As we strode toward our room, a blind faith in the lost weapon’s existence settled in my bones. It existed because it had to. We would find it, because we had to, and if it didn’t exist yet, it would. I’d will it into fucking existence, because the alternative—there was no alternative.
My anger simmered as silence stretched on, broken only by the sound of our footsteps and the groaning of a moving ship. Rain tapped against the wood and speckled the porthole glass.
“Is this your rain?” I asked quietly.
“Not this time,” she replied.
Not this time. Other times, though.
She slowed to a stop, her gaze lingering on the view of the sea. It was pitch black beneath the stormy night. All that remained visible were the droplets of water on the glass, illuminated by the faint flickering of a nearby heating lamp.
When the wind picked up, rain hit the window, and she flinched, her hand covering her face.
I stared…and stared and stared. Thunder rumbled in my ears, and I couldn’t be sure if it was the sea storm or my own heart.
Ara was afraid of the storm.
Ara Wrynwood, the damned Storm Bringer, but more importantly, the woman who, even as a human, found comfort in the sky—in rain itself—was afraid of the storm.
I clenched my jaw when she turned away from the glass and continued walking, stiffer than she had been moments ago.
My first instinct was to scoop her up and fly us far from here, even though I hadn’t been able to do that in three long months.
Without my wings, we were trapped aboard a ship chock full of lies and secrets. We couldn’t just walk off into the middle of the ocean, and Guardian couldn’t land aboard the ship without capsizing it before we reached his wing.
We couldn’t leave, but I could keep others out of our room with a blood boundary like the one over Vaelor’s nook. It couldn’t be much different from the blood oath I’d already achieved.
An ache spread from my clenched jaw to my temples. Tension coiled in my chest, ready to snap with talons and teeth and fire—a tension Ara eased with a few, simple words.
“You’re not him, you know.”
My feet slowed this time. Flames flared in the heating lanterns that swayed along the wall.
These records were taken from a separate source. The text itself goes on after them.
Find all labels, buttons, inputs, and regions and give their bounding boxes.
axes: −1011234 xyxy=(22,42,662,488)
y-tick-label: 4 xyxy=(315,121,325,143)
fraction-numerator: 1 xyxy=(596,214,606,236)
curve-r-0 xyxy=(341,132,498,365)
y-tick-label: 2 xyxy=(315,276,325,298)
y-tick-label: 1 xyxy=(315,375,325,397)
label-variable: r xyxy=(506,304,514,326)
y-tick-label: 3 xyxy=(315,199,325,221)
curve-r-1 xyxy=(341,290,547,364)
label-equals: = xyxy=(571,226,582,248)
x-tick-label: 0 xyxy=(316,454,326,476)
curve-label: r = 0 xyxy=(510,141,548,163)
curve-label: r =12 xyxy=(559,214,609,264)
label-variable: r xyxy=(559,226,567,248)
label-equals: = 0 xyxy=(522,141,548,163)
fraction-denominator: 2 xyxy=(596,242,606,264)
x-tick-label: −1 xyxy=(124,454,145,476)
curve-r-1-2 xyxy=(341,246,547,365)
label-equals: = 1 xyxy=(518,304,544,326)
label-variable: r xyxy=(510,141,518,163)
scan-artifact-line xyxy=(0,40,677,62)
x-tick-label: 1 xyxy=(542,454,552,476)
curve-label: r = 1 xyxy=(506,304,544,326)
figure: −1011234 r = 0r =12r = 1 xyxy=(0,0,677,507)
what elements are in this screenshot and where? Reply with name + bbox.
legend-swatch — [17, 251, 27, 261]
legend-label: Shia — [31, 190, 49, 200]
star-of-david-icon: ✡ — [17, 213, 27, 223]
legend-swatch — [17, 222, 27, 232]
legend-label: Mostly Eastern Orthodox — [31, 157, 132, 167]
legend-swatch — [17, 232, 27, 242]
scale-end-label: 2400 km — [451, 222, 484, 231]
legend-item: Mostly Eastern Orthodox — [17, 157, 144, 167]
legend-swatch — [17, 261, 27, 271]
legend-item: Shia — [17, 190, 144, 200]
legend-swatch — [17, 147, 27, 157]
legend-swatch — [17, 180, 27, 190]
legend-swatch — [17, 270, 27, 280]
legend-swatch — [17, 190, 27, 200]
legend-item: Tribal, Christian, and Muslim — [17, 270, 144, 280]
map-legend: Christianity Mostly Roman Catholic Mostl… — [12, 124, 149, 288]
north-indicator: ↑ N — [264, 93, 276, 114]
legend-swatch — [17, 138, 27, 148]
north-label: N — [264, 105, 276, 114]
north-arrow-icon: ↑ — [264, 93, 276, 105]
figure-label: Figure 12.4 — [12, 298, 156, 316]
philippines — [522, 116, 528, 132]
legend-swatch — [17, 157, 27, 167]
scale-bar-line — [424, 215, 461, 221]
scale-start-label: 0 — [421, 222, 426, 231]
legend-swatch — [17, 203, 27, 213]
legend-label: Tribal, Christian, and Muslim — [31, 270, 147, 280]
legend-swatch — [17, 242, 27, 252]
She offered me a half smile, though it didn’t reach her eyes. “I don’t really know you, but I do know you plan to save this realm from a tyrant. Adrastus wouldn’t have done that.”
A spark flickered in my chest—a match struck but not caught, heat without flame, gone in a breath.
The storm had stilled into eerie silence when I woke a few hours later to a weight settling over me, something cold pressed to my neck.
I opened my eyes to find Ara with a dagger to my throat, her eyes soulless, void.
They glowed but didn’t crackle, two moons drifting in and out of a foggy sky. She didn’t see me. I didn’t know who she thought she looked at, who she thought she straddled , but I could guess, and I didn’t fucking like it.
Her blank stare bore into my eyes, her body motionless but tense.
“Ara,” I warned.
She pressed the dagger harder, and I clenched my jaw, lifting my chin as my hand slid over her hip.
I grabbed her wrist with my other hand, holding it still as I lifted my head and dug into the blade, gritting my teeth against the sting. A rivulet rolled down the side of my throat, thick and warm. Her gaze tracked it until it sank into the pillow.
“Kill me if you must, if that’s what it takes to slay your demons,” I murmured. Her eyes snapped back to mine, her normal silver, and I tightened my grip on her hip. “Death cannot keep me from you.”
When I pushed further into the blade, life returned to her eyes, horrified. She threw the dagger across the room where it sank into the wall, buried to the hilt.